Key scaling parameters:

  • n_batches: Set the total number of synthetic records to generate.
  • num_workers: Set the number of parallel worker processes used for generation. Increase this gradually and monitor memory usage.

Execution and results

GPU A100 – 80 GB
Worker nodes 
Number of synthetic records requested  1000
Number of synthetic records successfully after Pydentic validation  ~ 850
Time taken  ~ 12 mins
Other observations  High GPU utilisation(100%) and low memory utilisation. Tiny 1 B parameter model is quite memory efficient and provided a good trade-off between accuracy and efficiently

 

generate realistic test data – results

Keep in mind

We built the proof of concept in a Jupyter notebook. This works well for experimentation, but it does not suit large-scale or production use.

To scale the approach, we would need a stronger orchestration layer. Tools such as Apache Airflow, Prefect, or Kubernetes can manage workflows, scheduling, and fault tolerance in a production setting.

Model size is another limitation. We used a small 1.1 billion parameter model, TinyLlama. It was sufficient to demonstrate the concept, but it may not capture the detail required for complex, domain-specific tasks.

We also used the Adult Census Income dataset, which is clean and well structured. Real-world datasets often contain missing values, anomalies, and inconsistent schemas. To handle this, we would need to add preprocessing, anomaly detection, and schema validation before sending records to the model.

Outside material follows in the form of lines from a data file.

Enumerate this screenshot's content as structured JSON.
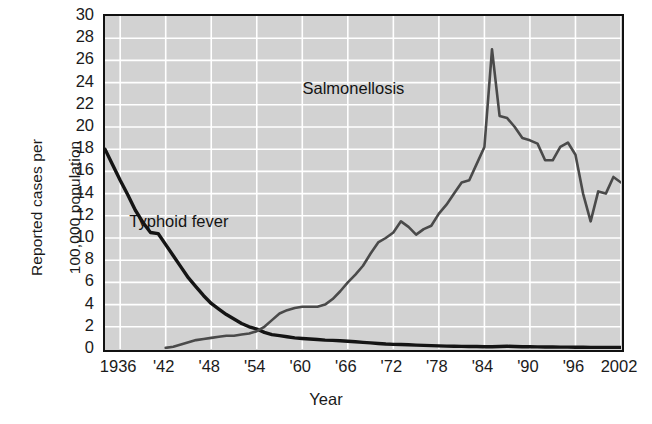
{
  "chart_data": {
    "type": "line",
    "title": "",
    "xlabel": "Year",
    "ylabel": "Reported cases per 100,000 population",
    "ylabel_lines": [
      "Reported cases per",
      "100,000 population"
    ],
    "xlim": [
      1934,
      2002
    ],
    "ylim": [
      0,
      30
    ],
    "ytick_step": 2,
    "yticks": [
      30,
      28,
      26,
      24,
      22,
      20,
      18,
      16,
      14,
      12,
      10,
      8,
      6,
      4,
      2,
      0
    ],
    "xticks": [
      1936,
      1942,
      1948,
      1954,
      1960,
      1966,
      1972,
      1978,
      1984,
      1990,
      1996,
      2002
    ],
    "xtick_labels": [
      "1936",
      "'42",
      "'48",
      "'54",
      "'60",
      "'66",
      "'72",
      "'78",
      "'84",
      "'90",
      "'96",
      "2002"
    ],
    "grid": true,
    "grid_color": "#ffffff",
    "plot_bgcolor": "#d2d2d2",
    "legend_position": "in-plot annotations",
    "annotations": [
      {
        "text": "Salmonellosis",
        "x": 1967,
        "y": 23.2
      },
      {
        "text": "Typhoid fever",
        "x": 1944,
        "y": 11.3
      }
    ],
    "series": [
      {
        "name": "Typhoid fever",
        "color": "#141414",
        "x": [
          1934,
          1935,
          1936,
          1937,
          1938,
          1939,
          1940,
          1941,
          1942,
          1943,
          1944,
          1945,
          1946,
          1947,
          1948,
          1949,
          1950,
          1951,
          1952,
          1953,
          1954,
          1955,
          1956,
          1957,
          1958,
          1959,
          1960,
          1961,
          1962,
          1963,
          1964,
          1965,
          1966,
          1967,
          1968,
          1969,
          1970,
          1971,
          1972,
          1973,
          1974,
          1975,
          1976,
          1977,
          1978,
          1979,
          1980,
          1981,
          1982,
          1983,
          1984,
          1985,
          1986,
          1987,
          1988,
          1989,
          1990,
          1991,
          1992,
          1993,
          1994,
          1995,
          1996,
          1997,
          1998,
          1999,
          2000,
          2001,
          2002
        ],
        "values": [
          18.0,
          16.6,
          15.2,
          13.9,
          12.5,
          11.4,
          10.5,
          10.4,
          9.4,
          8.4,
          7.4,
          6.4,
          5.6,
          4.8,
          4.1,
          3.6,
          3.1,
          2.7,
          2.3,
          2.0,
          1.8,
          1.5,
          1.3,
          1.2,
          1.1,
          1.0,
          0.95,
          0.9,
          0.85,
          0.8,
          0.78,
          0.75,
          0.7,
          0.65,
          0.6,
          0.55,
          0.5,
          0.45,
          0.42,
          0.4,
          0.38,
          0.35,
          0.33,
          0.3,
          0.28,
          0.26,
          0.25,
          0.24,
          0.23,
          0.22,
          0.2,
          0.2,
          0.22,
          0.25,
          0.22,
          0.2,
          0.2,
          0.19,
          0.18,
          0.18,
          0.17,
          0.17,
          0.16,
          0.16,
          0.15,
          0.15,
          0.14,
          0.14,
          0.13
        ]
      },
      {
        "name": "Salmonellosis",
        "color": "#4a4a4a",
        "x": [
          1942,
          1943,
          1944,
          1945,
          1946,
          1947,
          1948,
          1949,
          1950,
          1951,
          1952,
          1953,
          1954,
          1955,
          1956,
          1957,
          1958,
          1959,
          1960,
          1961,
          1962,
          1963,
          1964,
          1965,
          1966,
          1967,
          1968,
          1969,
          1970,
          1971,
          1972,
          1973,
          1974,
          1975,
          1976,
          1977,
          1978,
          1979,
          1980,
          1981,
          1982,
          1983,
          1984,
          1985,
          1986,
          1987,
          1988,
          1989,
          1990,
          1991,
          1992,
          1993,
          1994,
          1995,
          1996,
          1997,
          1998,
          1999,
          2000,
          2001,
          2002
        ],
        "values": [
          0.1,
          0.2,
          0.4,
          0.6,
          0.8,
          0.9,
          1.0,
          1.1,
          1.2,
          1.2,
          1.3,
          1.4,
          1.6,
          2.0,
          2.6,
          3.2,
          3.5,
          3.7,
          3.8,
          3.8,
          3.8,
          4.0,
          4.5,
          5.2,
          6.0,
          6.7,
          7.5,
          8.6,
          9.6,
          10.0,
          10.5,
          11.5,
          11.0,
          10.3,
          10.8,
          11.1,
          12.2,
          13.0,
          14.0,
          15.0,
          15.2,
          16.7,
          18.2,
          27.0,
          21.0,
          20.8,
          20.0,
          19.0,
          18.8,
          18.5,
          17.0,
          17.0,
          18.2,
          18.6,
          17.5,
          14.0,
          11.5,
          14.2,
          14.0,
          15.5,
          15.0
        ]
      }
    ]
  }
}
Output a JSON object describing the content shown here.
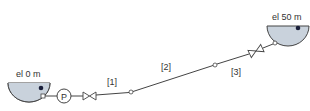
{
  "diagram": {
    "type": "pipeline-system",
    "colors": {
      "line": "#444444",
      "water": "#c9d2dc",
      "background": "#ffffff",
      "dot": "#1a1f3a"
    },
    "reservoirs": [
      {
        "id": "lower",
        "label": "el 0 m"
      },
      {
        "id": "upper",
        "label": "el 50 m"
      }
    ],
    "pump": {
      "label": "P"
    },
    "pipes": [
      {
        "label": "[1]"
      },
      {
        "label": "[2]"
      },
      {
        "label": "[3]"
      }
    ]
  }
}
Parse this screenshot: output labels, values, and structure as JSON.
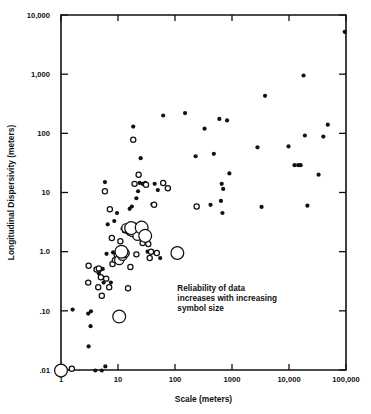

Final word on synthetic data

In this article, we demonstrated how to generate realistic synthetic data at scale using a self-hosted LLM. We protected privacy with a differentially private data generation approach, ensuring that sensitive source information remained secure.

Combining a few-shot prompting strategy with a producer–consumer workflow, we efficiently produced large volumes of synthetic data for tests.

The full source code is available in this GitHub repository.

If you have any questions, reach out to the team via the contact form or on LinkedIn.